My understanding of my family’s history and their connections to Washington has influenced my life for as long as I can remember. I know that were it not for Jennings and slaves like him, whose labor enabled Madison to follow his intellectual interests and pursue his role as architect of the Constitution and then as the nation’s fourth president, our country would not be the same.

But how many Americans share that knowledge of our history? How many lawyers and lobbyists working on K Street or students at George Washington University know their neighborhoods were once thriving communities and havens for men such as Jennings?

In the retelling of US history, there is an incomplete and frequently inaccurate story of African American history. At best, it has been the auxiliary exhibit, with slavery a disconnected footnote in the larger tome of our nation’s story. Descendants such as me, who were lucky to grow up knowing the names of their ancestors, know these stories. But most Americans have not been taught to see and embrace African American history as part of their history as Americans. Indeed, in the telling of American history, we have failed to fully grapple with the reality of slavery and its lasting hold on society. This has consequences.

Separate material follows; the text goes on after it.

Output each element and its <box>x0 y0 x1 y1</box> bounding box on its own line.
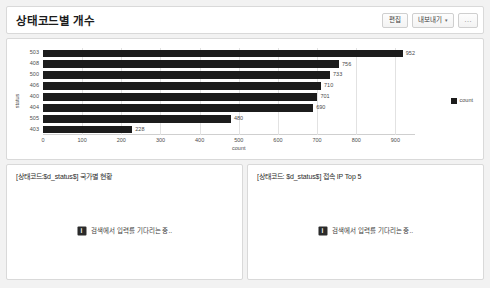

We find ourselves in a nation bitterly divided in a year that feels oddly out of step with the time. It would be simplistic to suggest that in understanding our past we will find all of the answers. But I do believe that without deeper reflection and engagement with our history — in all of its complexity — we will not have the foundation of understanding and respect on which progress can be built. Without it, we remain trapped in a vicious cycle powered through complacence and ignorance.

Today, we are fortunate to have two new opportunities to understand our history in its unvarnished form. The opening of the National Museum of African American History and Culture put a stake in the ground by establishing the first museum in the nation’s capital to tell the story of our nation through the lens of the African American experience.

In June, I led the invocation at a new exhibition at James Madison’s Montpelier, “The Mere Distinction of Colour,” which tells the story of what life was like as a slave on the plantation of our fourth president. Through stories told by living descendants and artifacts gathered over the past 17 years, the exhibition invites visitors to walk in the footsteps of slaves, going beyond the superficial depictions of slave life. By depicting the realities of slavery, and the economic, ideological and political factors that kept slavery intact in the then-newly created Constitution, the exhibition provides a more comprehensive picture of the founding of our nation.

But on a deeper level, both places invite us to examine not only our painful past but also our present-day biases. They compel us to explore how the legacy of slavery affects our perspectives about race and human rights. And they provide a starting point to have the difficult conversations, of which I’ve had many in recent weeks, that we need to have to move forward as a society. As “The Mere Distinction of Colour” states, “From mass incarceration, to the achievement gap, to housing discrimination, and the vicious cycle of poverty, violence, and lack of opportunity throughout America’s inner cities, the legacies of 200 years of African American bondage are still with us.”

It is only through this examination and introspection — of our history in its entirety, of our diverse experiences and of the preconceptions that divide us — that deeper understanding and respect, and ultimately progress, will come. It will not be found by pushing the darkest chapters of our past away but by bringing them into the light.